The Nevada attorney general's office, which obtained both indictments, also appealed the second dismissal to the Supreme Court, which has yet to issue a decision in the case.
In its two-page order on the first indictment, handed down Feb. 24, the high court said:
"The state contends that the district court erred by dismissing the indictment based on respondents' alleged inability to prepare to testify before the grand jury because the state refused to provide them with copies of documents seized from their place of business."
"We agree. Although we are not unsympathetic to the circumstances that respondents faced in deciding whether to testify before the grand jury, the right to do so is limited and conditional."
The Supreme Court referred the case back to Mosley for further action.
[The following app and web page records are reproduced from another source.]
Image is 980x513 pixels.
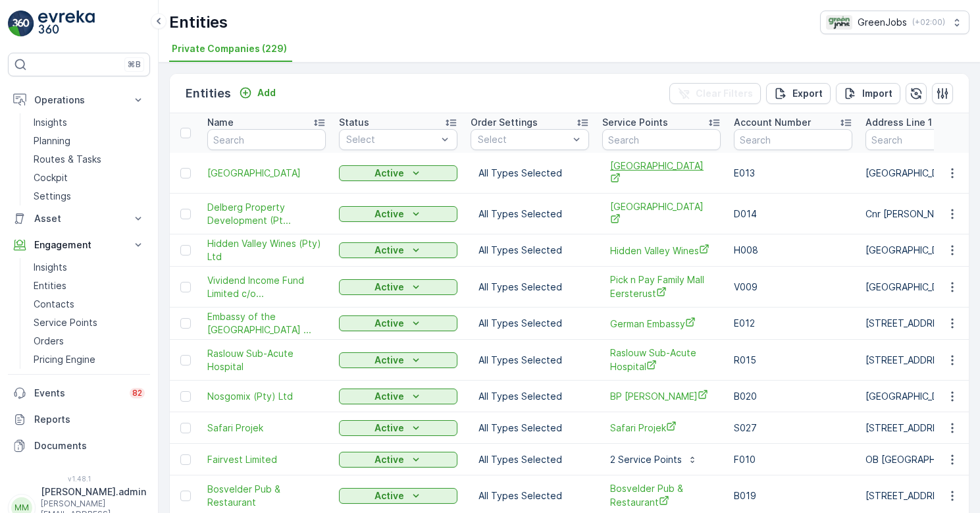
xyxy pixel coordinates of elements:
[912,17,945,28] p: ( +02:00 )
[602,449,706,470] button: 2 Service Points
[478,133,569,146] p: Select
[610,200,713,228] a: Queens Gardens
[208,453,326,466] span: Fairvest Limited
[34,260,68,274] p: Insights
[181,355,191,366] div: Toggle Row Selected
[610,482,713,509] a: Bosvelder Pub & Restaurant
[793,86,823,100] p: Export
[172,42,287,56] span: Private Companies (229)
[375,489,405,502] p: Active
[866,116,932,129] p: Address Line 1
[208,116,234,129] p: Name
[375,317,405,330] p: Active
[375,390,405,403] p: Active
[181,423,191,433] div: Toggle Row Selected
[181,209,191,220] div: Toggle Row Selected
[208,167,326,180] span: [GEOGRAPHIC_DATA]
[181,168,191,179] div: Toggle Row Selected
[34,316,97,329] p: Service Points
[208,347,326,374] a: Raslouw Sub-Acute Hospital
[610,346,713,374] a: Raslouw Sub-Acute Hospital
[8,86,150,113] button: Operations
[670,83,761,104] button: Clear Filters
[34,387,122,400] p: Events
[339,451,457,467] button: Active
[181,245,191,256] div: Toggle Row Selected
[34,279,67,292] p: Entities
[479,422,581,434] p: All Types Selected
[339,488,457,504] button: Active
[208,310,326,337] span: Embassy of the [GEOGRAPHIC_DATA] ...
[728,340,860,381] td: R015
[728,307,860,340] td: E012
[728,381,860,413] td: B020
[208,201,326,228] span: Delberg Property Development (Pt...
[375,453,405,466] p: Active
[339,206,457,222] button: Active
[479,354,581,367] p: All Types Selected
[610,390,713,403] a: BP Bara
[479,167,581,180] p: All Types Selected
[208,310,326,337] a: Embassy of the Federal Republic ...
[728,266,860,307] td: V009
[479,280,581,293] p: All Types Selected
[375,208,405,221] p: Active
[728,413,860,444] td: S027
[34,212,124,226] p: Asset
[610,421,713,434] a: Safari Projek
[728,444,860,475] td: F010
[610,317,713,331] span: German Embassy
[820,11,970,34] button: GreenJobs(+02:00)
[339,421,457,436] button: Active
[181,282,191,292] div: Toggle Row Selected
[34,190,72,203] p: Settings
[8,206,150,232] button: Asset
[41,485,146,498] p: [PERSON_NAME].admin
[28,350,150,369] a: Pricing Engine
[181,318,191,329] div: Toggle Row Selected
[38,11,94,37] img: logo_light-DOdMpM7g.png
[257,86,276,99] p: Add
[339,243,457,258] button: Active
[169,12,228,33] p: Entities
[8,380,150,407] a: Events82
[610,273,713,300] a: Pick n Pay Family Mall Eersterust
[28,113,150,131] a: Insights
[8,475,150,483] span: v 1.48.1
[339,279,457,295] button: Active
[208,237,326,263] a: Hidden Valley Wines (Pty) Ltd
[208,390,326,403] span: Nosgomix (Pty) Ltd
[339,389,457,405] button: Active
[602,129,721,150] input: Search
[208,274,326,300] a: Vividend Income Fund Limited c/o...
[181,392,191,402] div: Toggle Row Selected
[339,165,457,181] button: Active
[728,153,860,194] td: E013
[28,169,150,187] a: Cockpit
[8,11,34,37] img: logo
[208,167,326,180] a: Ellis Park
[208,422,326,434] a: Safari Projek
[28,150,150,169] a: Routes & Tasks
[375,422,405,434] p: Active
[34,153,101,166] p: Routes & Tasks
[34,439,145,452] p: Documents
[610,244,713,257] span: Hidden Valley Wines
[479,317,581,330] p: All Types Selected
[34,239,124,252] p: Engagement
[34,171,68,184] p: Cockpit
[186,85,232,102] p: Entities
[836,83,900,104] button: Import
[208,483,326,509] a: Bosvelder Pub & Restaurant
[479,244,581,256] p: All Types Selected
[728,235,860,266] td: H008
[479,489,581,502] p: All Types Selected
[128,60,141,70] p: ⌘B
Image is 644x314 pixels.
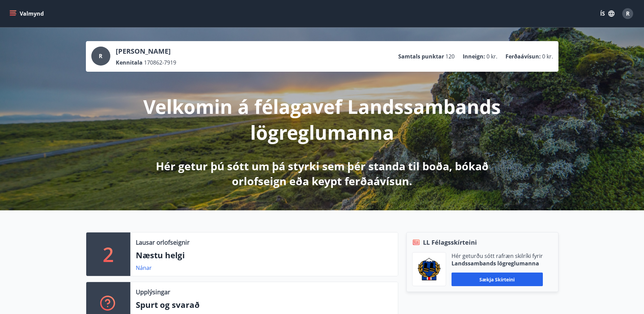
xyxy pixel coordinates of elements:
p: Spurt og svarað [136,299,393,311]
button: Sækja skírteini [451,273,543,286]
span: 170862-7919 [144,59,176,66]
p: Samtals punktar [398,53,444,60]
button: ÍS [597,7,618,20]
span: R [99,53,102,60]
button: R [620,6,636,21]
p: Hér geturðu sótt rafræn skilríki fyrir [451,252,543,260]
p: Inneign : [463,53,485,60]
p: [PERSON_NAME] [116,46,176,56]
p: Kennitala [116,59,142,66]
span: 120 [445,53,455,60]
img: 1cqKbADZNYZ4wXUG0EC2JmCwhQh0Y6EN22Kw4FTY.png [417,258,441,281]
span: 0 kr. [542,53,553,60]
p: Velkomin á félagavef Landssambands lögreglumanna [143,93,502,145]
p: Landssambands lögreglumanna [451,260,543,267]
p: Hér getur þú sótt um þá styrki sem þér standa til boða, bókað orlofseign eða keypt ferðaávísun. [143,159,502,189]
span: LL Félagsskírteini [423,238,477,247]
p: Lausar orlofseignir [136,238,189,247]
span: 0 kr. [486,53,497,60]
p: 2 [103,242,114,267]
button: menu [8,7,46,20]
p: Upplýsingar [136,287,170,296]
p: Næstu helgi [136,250,393,261]
span: R [626,10,630,18]
a: Nánar [136,264,152,272]
p: Ferðaávísun : [506,53,541,60]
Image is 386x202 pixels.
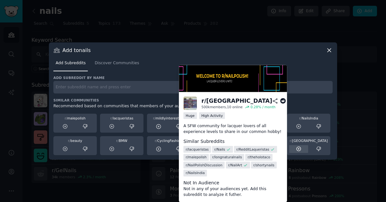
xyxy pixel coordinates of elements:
div: [GEOGRAPHIC_DATA] [289,139,328,143]
a: Discover Communities [92,58,141,71]
span: r/ [116,139,119,143]
span: r/ theholotaco [248,155,270,159]
span: r/ [153,116,156,120]
input: Enter subreddit name and press enter [53,81,332,94]
div: r/ [GEOGRAPHIC_DATA] [201,97,272,105]
img: Nailpolish [183,96,197,110]
span: r/ [65,116,67,120]
span: r/ [155,139,157,143]
a: Add Subreddits [53,58,88,71]
div: 0.28 % / month [250,105,276,110]
span: r/ [299,116,302,120]
div: lacqueristas [102,116,141,121]
span: r/ RedditLaqueristas [236,147,269,152]
div: Huge [183,112,197,119]
span: Add Subreddits [56,60,86,66]
span: r/ NailArt [228,163,242,167]
div: 500k members, 10 online [201,105,242,110]
span: r/ longnaturalnails [212,155,242,159]
dt: Similar Subreddits [183,138,282,145]
h3: Add subreddit by name [53,76,332,80]
span: r/ NailsIndia [185,171,204,175]
h3: Add to nails [62,47,91,54]
div: BMW [102,139,141,143]
span: r/ [68,139,70,143]
span: r/ Nails [214,147,225,152]
img: Lacquer Lovers Unite!! 💅 [179,65,287,92]
div: High Activity [199,112,225,119]
h3: Similar Communities [53,98,332,103]
div: NailsIndia [289,116,328,121]
p: A SFW community for lacquer lovers of all experience levels to share in our common hobby! [183,123,282,135]
div: CyclingFashion [149,139,188,143]
span: r/ lacqueristas [185,147,209,152]
span: r/ [110,116,113,120]
span: r/ [290,139,292,143]
dd: Not in any of your audiences yet. Add this subreddit to analyze it futher. [183,186,282,198]
div: malepolish [56,116,95,121]
span: Discover Communities [95,60,139,66]
dt: Not In Audience [183,180,282,186]
div: beauty [56,139,95,143]
span: r/ shortynails [253,163,274,167]
span: r/ NailPolishDiscussion [185,163,222,167]
span: r/ malepolish [185,155,206,159]
div: Recommended based on communities that members of your audience also participate in. [53,104,332,109]
div: mildlyinteresting [149,116,188,121]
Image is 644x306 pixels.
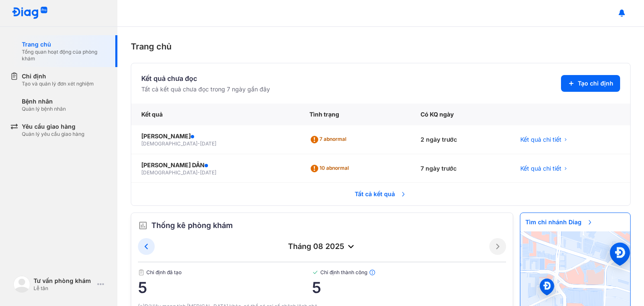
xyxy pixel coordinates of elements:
[131,40,631,53] div: Trang chủ
[22,40,107,49] div: Trang chủ
[151,220,233,232] span: Thống kê phòng khám
[309,133,350,146] div: 7 abnormal
[138,220,148,231] img: order.5a6da16c.svg
[369,269,376,276] img: info.7e716105.svg
[410,125,510,154] div: 2 ngày trước
[131,104,300,125] div: Kết quả
[200,169,216,176] span: [DATE]
[22,80,94,87] div: Tạo và quản lý đơn xét nghiệm
[350,185,412,203] span: Tất cả kết quả
[309,162,352,175] div: 10 abnormal
[22,122,84,131] div: Yêu cầu giao hàng
[521,213,598,232] span: Tìm chi nhánh Diag
[300,104,410,125] div: Tình trạng
[22,106,66,113] div: Quản lý bệnh nhân
[34,277,94,285] div: Tư vấn phòng khám
[155,241,490,252] div: tháng 08 2025
[578,79,614,87] span: Tạo chỉ định
[138,279,312,296] span: 5
[410,104,510,125] div: Có KQ ngày
[138,269,145,276] img: document.50c4cfd0.svg
[12,7,48,20] img: logo
[198,140,200,146] span: -
[521,164,562,173] span: Kết quả chi tiết
[141,73,270,83] div: Kết quả chưa đọc
[22,49,107,62] div: Tổng quan hoạt động của phòng khám
[312,279,506,296] span: 5
[141,169,198,176] span: [DEMOGRAPHIC_DATA]
[13,276,30,293] img: logo
[141,132,289,140] div: [PERSON_NAME]
[141,85,270,93] div: Tất cả kết quả chưa đọc trong 7 ngày gần đây
[141,161,289,169] div: [PERSON_NAME] DÂN
[198,169,200,176] span: -
[410,154,510,183] div: 7 ngày trước
[200,140,216,146] span: [DATE]
[312,269,319,276] img: checked-green.01cc79e0.svg
[138,269,312,276] span: Chỉ định đã tạo
[561,75,620,92] button: Tạo chỉ định
[141,140,198,146] span: [DEMOGRAPHIC_DATA]
[22,72,94,80] div: Chỉ định
[34,285,94,292] div: Lễ tân
[521,135,562,144] span: Kết quả chi tiết
[22,131,84,138] div: Quản lý yêu cầu giao hàng
[312,269,506,276] span: Chỉ định thành công
[22,97,66,106] div: Bệnh nhân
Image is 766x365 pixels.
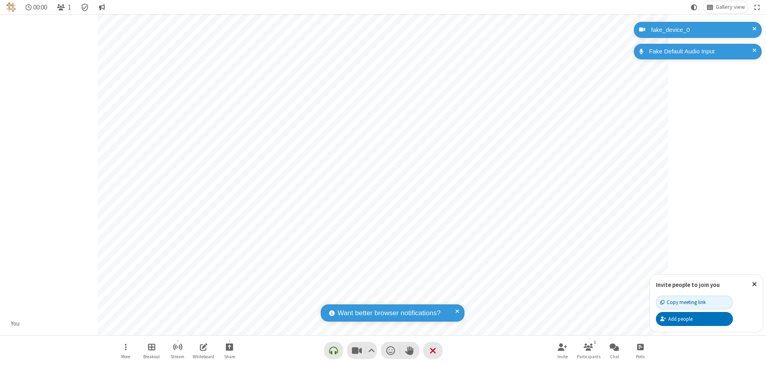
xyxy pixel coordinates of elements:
button: Using system theme [687,1,700,13]
span: 00:00 [33,4,47,11]
span: Share [224,354,235,359]
button: Open poll [628,339,652,362]
button: End or leave meeting [423,342,442,359]
button: Open participant list [576,339,600,362]
button: Open participant list [53,1,74,13]
div: Timer [22,1,51,13]
button: Video setting [366,342,376,359]
button: Send a reaction [381,342,400,359]
span: More [121,354,130,359]
button: Start streaming [165,339,189,362]
span: Participants [577,354,600,359]
button: Fullscreen [751,1,763,13]
img: QA Selenium DO NOT DELETE OR CHANGE [6,2,16,12]
button: Raise hand [400,342,419,359]
button: Start sharing [217,339,241,362]
button: Change layout [703,1,748,13]
div: 1 [591,339,598,346]
button: Conversation [95,1,108,13]
span: Breakout [143,354,160,359]
button: Open chat [602,339,626,362]
button: Copy meeting link [656,296,732,309]
div: You [8,319,23,329]
span: Whiteboard [193,354,214,359]
button: Open menu [114,339,138,362]
span: 1 [68,4,71,11]
div: Meeting details Encryption enabled [77,1,93,13]
button: Add people [656,312,732,326]
div: Fake Default Audio Input [646,47,755,56]
span: Polls [636,354,644,359]
div: fake_device_0 [648,26,755,35]
button: Stop video (⌘+Shift+V) [347,342,377,359]
button: Manage Breakout Rooms [140,339,163,362]
span: Invite [557,354,567,359]
button: Open shared whiteboard [191,339,215,362]
button: Invite participants (⌘+Shift+I) [550,339,574,362]
span: Stream [171,354,184,359]
button: Close popover [746,275,762,294]
div: Copy meeting link [660,299,705,306]
label: Invite people to join you [656,281,719,289]
span: Gallery view [715,4,744,10]
span: Chat [610,354,619,359]
button: Connect your audio [324,342,343,359]
span: Want better browser notifications? [337,308,440,319]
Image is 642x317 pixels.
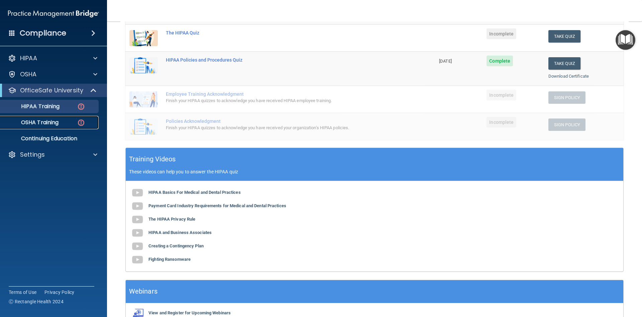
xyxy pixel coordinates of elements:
span: Incomplete [487,117,517,127]
p: Continuing Education [4,135,96,142]
p: HIPAA [20,54,37,62]
b: View and Register for Upcoming Webinars [149,310,231,315]
b: HIPAA and Business Associates [149,230,212,235]
span: Complete [487,56,513,66]
img: gray_youtube_icon.38fcd6cc.png [131,213,144,226]
b: HIPAA Basics For Medical and Dental Practices [149,190,241,195]
div: Finish your HIPAA quizzes to acknowledge you have received HIPAA employee training. [166,97,402,105]
a: Terms of Use [9,289,36,295]
div: Employee Training Acknowledgment [166,91,402,97]
a: Download Certificate [549,74,589,79]
span: Incomplete [487,28,517,39]
h4: Compliance [20,28,66,38]
img: gray_youtube_icon.38fcd6cc.png [131,186,144,199]
img: gray_youtube_icon.38fcd6cc.png [131,199,144,213]
span: Ⓒ Rectangle Health 2024 [9,298,64,305]
p: OSHA [20,70,37,78]
a: Settings [8,151,97,159]
p: Settings [20,151,45,159]
button: Open Resource Center [616,30,636,50]
img: gray_youtube_icon.38fcd6cc.png [131,240,144,253]
p: OfficeSafe University [20,86,83,94]
img: danger-circle.6113f641.png [77,118,85,127]
b: Fighting Ransomware [149,257,191,262]
a: Privacy Policy [44,289,75,295]
a: OfficeSafe University [8,86,97,94]
b: Payment Card Industry Requirements for Medical and Dental Practices [149,203,286,208]
button: Take Quiz [549,57,581,70]
a: HIPAA [8,54,97,62]
div: HIPAA Policies and Procedures Quiz [166,57,402,63]
button: Take Quiz [549,30,581,42]
b: The HIPAA Privacy Rule [149,216,195,221]
div: Policies Acknowledgment [166,118,402,124]
h5: Webinars [129,285,158,297]
button: Sign Policy [549,91,586,104]
img: PMB logo [8,7,99,20]
button: Sign Policy [549,118,586,131]
div: The HIPAA Quiz [166,30,402,35]
span: Incomplete [487,90,517,100]
h5: Training Videos [129,153,176,165]
p: HIPAA Training [4,103,60,110]
b: Creating a Contingency Plan [149,243,204,248]
img: gray_youtube_icon.38fcd6cc.png [131,226,144,240]
img: gray_youtube_icon.38fcd6cc.png [131,253,144,266]
p: OSHA Training [4,119,59,126]
p: These videos can help you to answer the HIPAA quiz [129,169,620,174]
a: OSHA [8,70,97,78]
img: danger-circle.6113f641.png [77,102,85,111]
span: [DATE] [439,59,452,64]
div: Finish your HIPAA quizzes to acknowledge you have received your organization’s HIPAA policies. [166,124,402,132]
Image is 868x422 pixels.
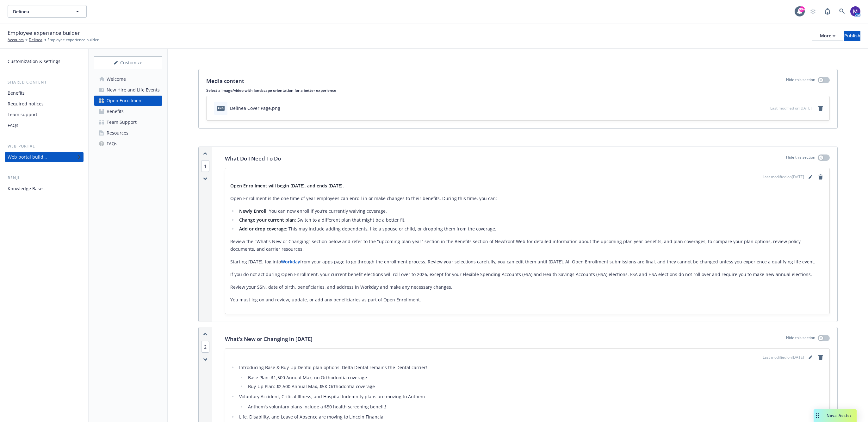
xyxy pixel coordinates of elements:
a: New Hire and Life Events [94,85,162,94]
span: 2 [201,341,210,352]
span: Employee experience builder [8,28,80,37]
p: Hide this section [786,76,815,85]
a: Required notices [5,99,83,109]
strong: Newly Enroll [239,208,266,213]
a: Report a Bug [822,5,834,18]
div: Welcome [107,74,126,84]
li: Introducing Base & Buy-Up Dental plan options. Delta Dental remains the Dental carrier! [237,363,825,390]
div: FAQs [107,139,117,148]
a: remove [817,105,825,112]
a: editPencil [807,173,814,180]
a: Team support [5,110,83,120]
button: 1 [201,162,210,169]
button: download file [752,105,757,111]
li: : Switch to a different plan that might be a better fit. [237,216,825,224]
div: Team Support [107,117,137,127]
div: Resources [107,127,128,138]
span: Delinea [13,8,68,15]
button: Delinea [8,5,87,18]
a: Resources [94,127,162,138]
button: Publish [844,30,860,41]
span: Nova Assist [826,413,852,418]
div: Shared content [5,79,83,85]
div: 99+ [799,6,805,11]
div: FAQs [8,120,18,130]
div: Web portal builder [8,152,47,162]
div: Delinea Cover Page.png [230,105,281,111]
div: More [820,31,836,41]
div: Knowledge Bases [8,183,44,194]
div: New Hire and Life Events [107,85,160,94]
li: : You can now enroll if you’re currently waiving coverage. [237,207,825,214]
p: Open Enrollment is the one time of year employees can enroll in or make changes to their benefits... [230,194,825,202]
p: Hide this section [786,154,815,162]
a: Knowledge Bases [5,183,83,194]
img: photo [850,7,860,16]
div: Drag to move [814,409,822,422]
button: 2 [201,343,210,349]
span: Employee experience builder [47,37,99,42]
li: Buy-Up Plan: $2,500 Annual Max, $5K Orthodontia coverage [247,382,825,390]
strong: Open Enrollment will begin [DATE], and ends [DATE]. [230,182,344,189]
button: Nova Assist [814,409,857,422]
div: Benefits [8,88,25,98]
li: Base Plan: $1,500 Annual Max, no Orthodontia coverage [247,374,825,381]
button: More [812,30,843,41]
a: Web portal builder [5,152,83,162]
a: Customization & settings [5,57,83,66]
div: Web portal [5,143,83,149]
p: You must log on and review, update, or add any beneficiaries as part of Open Enrollment. [230,295,825,303]
a: Delinea [28,37,43,42]
p: Review the "What's New or Changing" section below and refer to the "upcoming plan year" section i... [230,238,825,253]
a: editPencil [807,353,814,361]
p: Media content [206,76,245,85]
strong: Add or drop coverage [239,226,286,231]
a: Benefits [94,107,162,116]
div: Benji [5,175,83,181]
span: Last modified on [DATE] [771,106,812,110]
div: Customization & settings [8,57,60,66]
li: : This may include adding dependents, like a spouse or child, or dropping them from the coverage. [237,225,825,232]
span: Last modified on [DATE] [763,354,805,360]
button: preview file [762,105,768,111]
div: Benefits [107,107,124,116]
li: Voluntary Accident, Critical Illness, and Hospital Indemnity plans are moving to Anthem [237,393,825,410]
a: Accounts [8,37,24,42]
div: Required notices [8,99,43,109]
div: Publish [844,31,860,41]
span: 1 [201,160,210,172]
span: Last modified on [DATE] [763,174,805,179]
a: Benefits [5,88,83,98]
a: remove [817,173,825,180]
a: Search [836,5,848,18]
div: Team support [8,110,38,120]
p: If you do not act during Open Enrollment, your current benefit elections will roll over to 2026, ... [230,270,825,278]
p: Review your SSN, date of birth, beneficiaries, and address in Workday and make any necessary chan... [230,283,825,291]
p: Starting [DATE], log into from your apps page to go through the enrollment process. Review your s... [230,258,825,265]
a: Welcome [94,74,162,84]
span: png [217,106,225,110]
div: Open Enrollment [107,95,143,106]
p: Hide this section [786,334,815,343]
p: What's New or Changing in [DATE] [225,334,313,343]
li: Anthem's voluntary plans include a $50 health screening benefit! [247,402,825,410]
button: Customize [94,57,162,69]
a: Workday [281,259,300,264]
a: Open Enrollment [94,95,162,106]
a: FAQs [94,139,162,148]
a: remove [817,353,825,361]
p: What Do I Need To Do [225,154,281,162]
a: FAQs [5,120,83,130]
a: Team Support [94,117,162,127]
a: Start snowing [807,5,820,18]
p: Select a image/video with landscape orientation for a better experience [206,88,830,93]
strong: Change your current plan [239,216,295,223]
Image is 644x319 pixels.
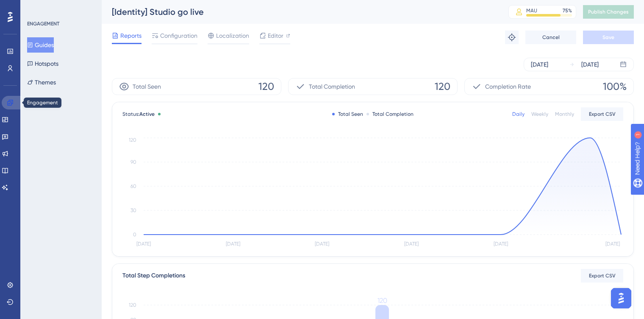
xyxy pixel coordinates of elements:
span: 120 [435,80,450,93]
span: Cancel [542,34,560,41]
div: MAU [526,7,538,14]
tspan: [DATE] [405,241,419,247]
tspan: [DATE] [494,241,508,247]
span: Localization [216,30,249,41]
div: Monthly [556,111,574,117]
tspan: 120 [378,297,388,305]
div: Total Completion [366,111,414,117]
span: Need Help? [20,2,53,13]
div: [Identity] Studio go live [112,6,488,18]
span: 120 [258,80,274,93]
tspan: [DATE] [606,241,620,247]
span: Editor [268,30,283,41]
div: Weekly [531,111,548,117]
button: Save [583,30,634,44]
span: Save [603,34,615,41]
button: Publish Changes [583,5,634,19]
tspan: 120 [129,302,137,307]
div: [DATE] [581,59,598,70]
span: Completion Rate [485,81,531,91]
span: 100% [603,80,627,93]
button: Themes [27,75,56,90]
button: Guides [27,38,54,53]
tspan: 30 [130,207,137,214]
tspan: 60 [130,183,137,189]
button: Export CSV [581,269,623,282]
tspan: 90 [130,159,137,165]
button: Hotspots [27,56,58,71]
tspan: [DATE] [137,241,151,247]
tspan: [DATE] [226,241,240,247]
div: 1 [59,4,62,11]
div: 75 % [563,7,573,14]
span: Status: [122,111,155,117]
iframe: UserGuiding AI Assistant Launcher [608,285,634,311]
tspan: 120 [129,137,137,143]
button: Export CSV [581,107,623,121]
tspan: 0 [133,231,137,238]
span: Configuration [160,30,197,41]
div: Daily [513,111,524,117]
button: Cancel [525,30,576,44]
div: [DATE] [531,59,548,70]
span: Total Seen [133,81,161,91]
tspan: [DATE] [315,241,330,247]
span: Total Completion [309,81,355,91]
span: Reports [121,30,141,41]
div: Total Seen [332,111,364,117]
div: Total Step Completions [122,271,185,281]
div: ENGAGEMENT [27,21,59,27]
span: Publish Changes [589,8,629,15]
span: Export CSV [590,273,615,279]
span: Export CSV [590,111,615,117]
span: Active [139,111,155,117]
The May indictment accused Walters and his associates of laundering proceeds from an international multimillion-dollar sports betting operation. Walters was described as one of the biggest sports bettors in the country.
"I don't expect anything to happen," Wright said of the Supreme Court's ruling. "This indictment is just as defective as the second one."
Wright said the high court misinterpreted the law in making its ruling.
Mosley had dismissed the indictment following a series of rare closed hearings that were opposed by the Sun. Last June, Mosley rejected an appeal by the Sun to unseal the case.
After the second indictment was returned, Walters, a prominent golf-course developer with city and county contracts, accused the attorney general's office of mounting a vendetta against him.
He charged that David Thompson, the deputy attorney general handling the case, was out of control, a charge Thompson denied.
Walters said his second indictment was allowed to come about because Thompson didn't have anyone in the attorney general's office to rein him in.
"They're telling all of America that a deputy attorney general is going to spend this much time and resources prosecuting a resident of the state of Nevada for making a bet," Walters said at the time.
Prior to the Supreme Court ruling, the attorney general's office had been considering taking the case to the grand jury for a third time.